Communications also underwent a technological revolution. The telegraph had been around since the 1840s, but not until 1866 did we have a reliable Transatlantic cable. The laying of the cable was a tremendous feat of engineering, and says much about Gilded Age ambition. Like steel ships, it made the world smaller.
A cable ship plying the waters. 

Steel's introduction will transform the way everybody lives. Before steel, most people didn't need a clock, for instance. Few people will be able to avoid it afterward.

Wednesday, September 2, 2009

The Many Reconstructions of Reconstruction

The ruins of Richmond at the end of the Civil War. (National Archives)

Confederate prisoners held toward the end of the war (National Archives)

 
A somewhat posed photograph of soldiers from the United States Colored Troops (National Archives)


 Members of the first Radical state legislature in South Carolina. (National Archives)


Louisiana Governor Henry Clay Warmoth (1868-1872)

Your textbook's chapter on Reconstruction does a good job of outlining the important details and themes in the overall narrative of this period in American History. After reading this chapter,  you should have a good handle on all of the major phases (Presidential Reconstruction, Radical or Congressional Reconstruction, and the "Redemption" or overthrow of Reconstruction, Compromise of 1877, etc.) and the key figures associated with the era. Reconstruction is also important because it laid the foundation for the debate about civil rights in America, its most important legacies were probably the 14th and 15th Amendments to the Constitution.

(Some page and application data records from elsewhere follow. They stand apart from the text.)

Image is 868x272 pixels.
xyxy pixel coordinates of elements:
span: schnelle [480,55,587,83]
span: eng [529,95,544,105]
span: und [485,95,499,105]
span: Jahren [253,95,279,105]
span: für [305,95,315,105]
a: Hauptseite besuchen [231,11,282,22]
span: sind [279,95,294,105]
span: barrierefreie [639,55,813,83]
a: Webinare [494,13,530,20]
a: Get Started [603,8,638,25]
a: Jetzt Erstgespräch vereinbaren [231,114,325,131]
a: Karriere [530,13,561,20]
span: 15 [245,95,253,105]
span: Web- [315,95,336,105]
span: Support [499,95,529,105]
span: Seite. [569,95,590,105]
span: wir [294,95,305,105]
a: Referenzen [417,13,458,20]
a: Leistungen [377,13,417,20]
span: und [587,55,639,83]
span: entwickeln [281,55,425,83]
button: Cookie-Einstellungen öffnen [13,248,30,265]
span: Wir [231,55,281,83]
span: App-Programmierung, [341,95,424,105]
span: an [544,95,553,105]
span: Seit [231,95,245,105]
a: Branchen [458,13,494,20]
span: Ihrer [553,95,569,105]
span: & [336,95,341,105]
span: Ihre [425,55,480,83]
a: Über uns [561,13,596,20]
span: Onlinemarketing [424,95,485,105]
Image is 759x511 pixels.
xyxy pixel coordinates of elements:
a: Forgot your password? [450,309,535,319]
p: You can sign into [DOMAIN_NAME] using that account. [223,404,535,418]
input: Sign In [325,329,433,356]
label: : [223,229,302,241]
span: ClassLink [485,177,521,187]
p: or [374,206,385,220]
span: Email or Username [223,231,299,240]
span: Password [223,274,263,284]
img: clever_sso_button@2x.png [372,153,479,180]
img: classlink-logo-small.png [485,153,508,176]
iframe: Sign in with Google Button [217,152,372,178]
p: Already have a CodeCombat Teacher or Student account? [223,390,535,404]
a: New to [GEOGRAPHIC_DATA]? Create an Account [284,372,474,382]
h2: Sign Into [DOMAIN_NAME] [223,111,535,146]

Reconstruction was more than this standard narrative of political struggle, and your book also does a fairly good job of outlining the broader social challenges of the era, although it pays particular attention to the plight of the South's four million recently-freed slaves. In our lecture, we will consider what Reconstruction meant to some of these competing interest groups and the roles that they played in shaping political and social outcomes:

Freedmen
Former Confederate soldiers (the average soldier)
Union veterans (their counterpart)
Republicans (Northern and Southern)
Democrats (Northern and Southern)
Old Secessionists
Former Slaveholders and planters large and small
Poor whites
Former free people of color

Lastly, we will consider the memory of Reconstruction and the ways in which we write its history have been a metaphor for shifting values and interpretations in the intervening 135 years.